What, the end of the relationship? Cue sheepish Penry-Jones grin: "No. It was afterwards, because then I did start sleeping with the lead actress."
By way of justification, he later adds: "It is a funny job. When you find yourself in a show, when you're doing love scenes with some beautiful girl, and you're there and you're miles away from home and you spend the day in bed together, and then you go home from work, and it's just you two and you go out for dinner that night, and yet you've been kissing all day ... The lines get very blurred. It's confusing. You just have to make sure that you're talking to your wife regularly. Dervla and I try not to spend more than a couple of weeks away from each other."

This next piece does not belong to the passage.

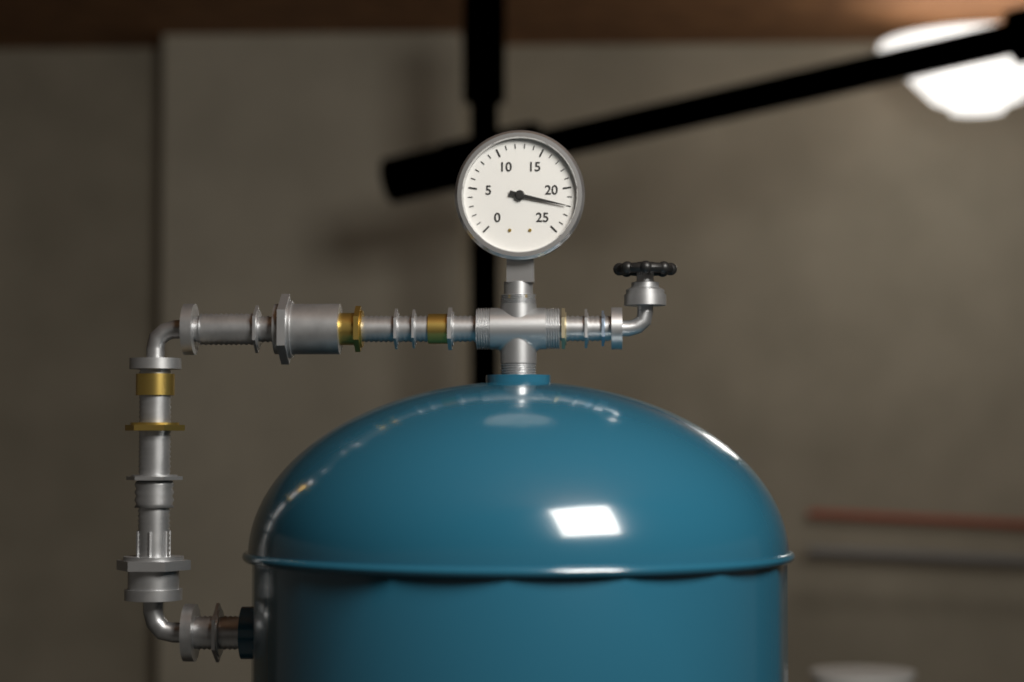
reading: 22 (no unit)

Although his Minogue days were eons ago, and he hates bringing them up out of deference to Kirwan, he does give me one clue as to why they might have split up. "I wasn't really into her music. And, once, I stupidly said to her, when she played me 'Can't get you out of my head': 'Yeah, it's good. But I'd rather hear you do some sort of rock, acoustic thing.' I was in the studio with her when she was recording it. And she got very annoyed with me. And then – obviously – it turned into this huge hit."
Whether the song would be one of his Desert Island picks, if he ever gets asked on the show, remains to be seen. Before that though, he is keen to chalk up a few more big roles. Given that even Colin Firth had to wait for his stratospheric success, it's hard to believe that Penry-Jones will wind up disappointed.
Curriculum vitae
1970 Born in West Norwood, south London, to Peter Penry-Jones, a Welsh actor, and Angela Thorne, an actress.

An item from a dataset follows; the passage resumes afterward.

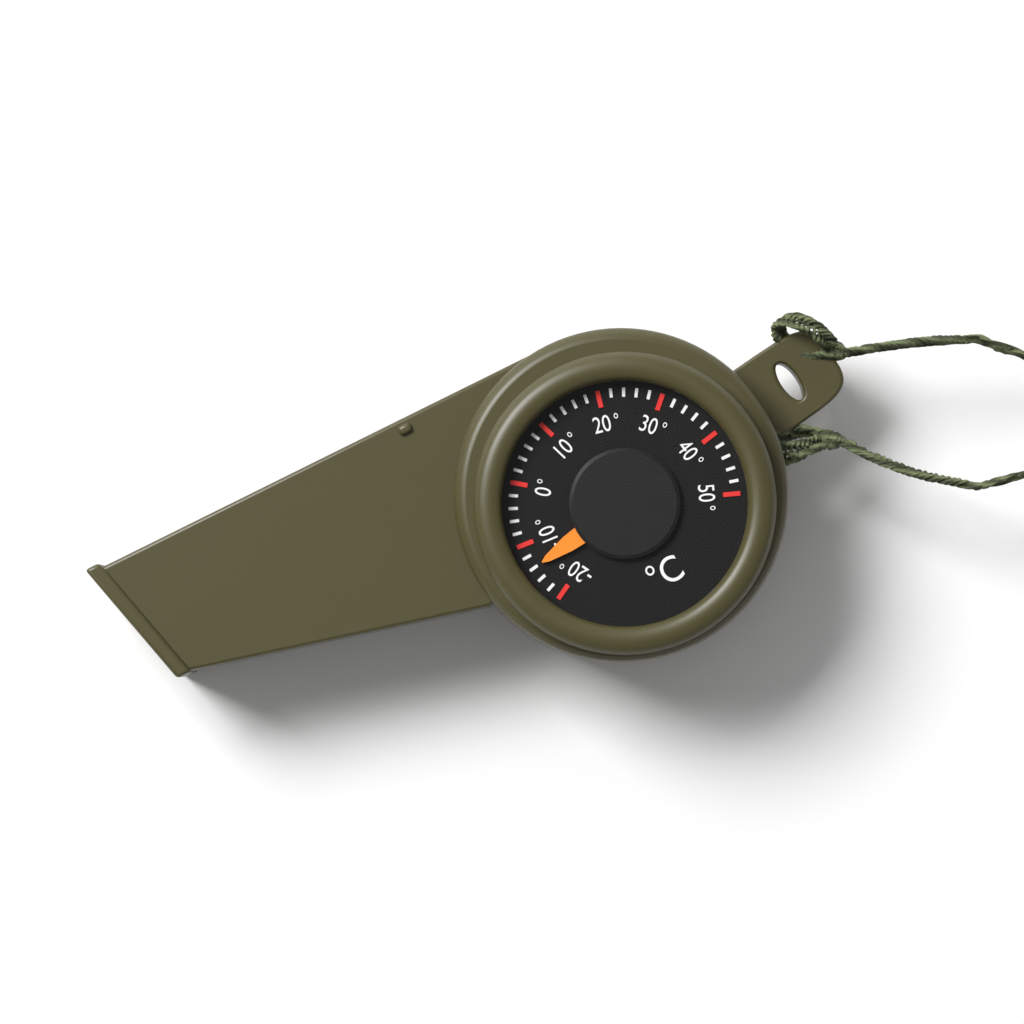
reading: -14 °C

1982 Attends Dulwich College, south-east London, where he deliberately flunks his exams in favour of training for the stage at Bristol's Old Vic Theatre School. Gets thrown out after two years.
1991 Needs his mother to step in and help find him an agent after realising working as a runway fashion model in Milan isn't helping him to get on the stage.
1995 Makes his London stage debut at the Hackney Empire, playing Fortinbras to Ralph Fiennes' Hamlet.
1999 Joins the Royal Shakespeare Company, playing the lead in Don Carlos.
2001 Meets his now wife, Dervla Kirwan, in a play at the Garrick.
2004 Is cast as the lead in the third series of the BBC's Spooks, playing MI5's Adam Carter for four further series. Juggles work and fatherhood: Florence is born the same year, and Peter two years later.
2007 Marries Kirwan.
2009 Takes the lead in ITV's Whitechapel, about a series of murders by a copycat Jack the Ripper killer.
2010 Spends five weeks in Puerto Rico shooting Treasure Island for Sky – to air Christmas 2011.
2011 Stars opposite Maxine Peake in Silk, a new BBC legal drama by Peter Moffat. Gets recommissioned for a second series. Is set to star in a third series of Whitechapel.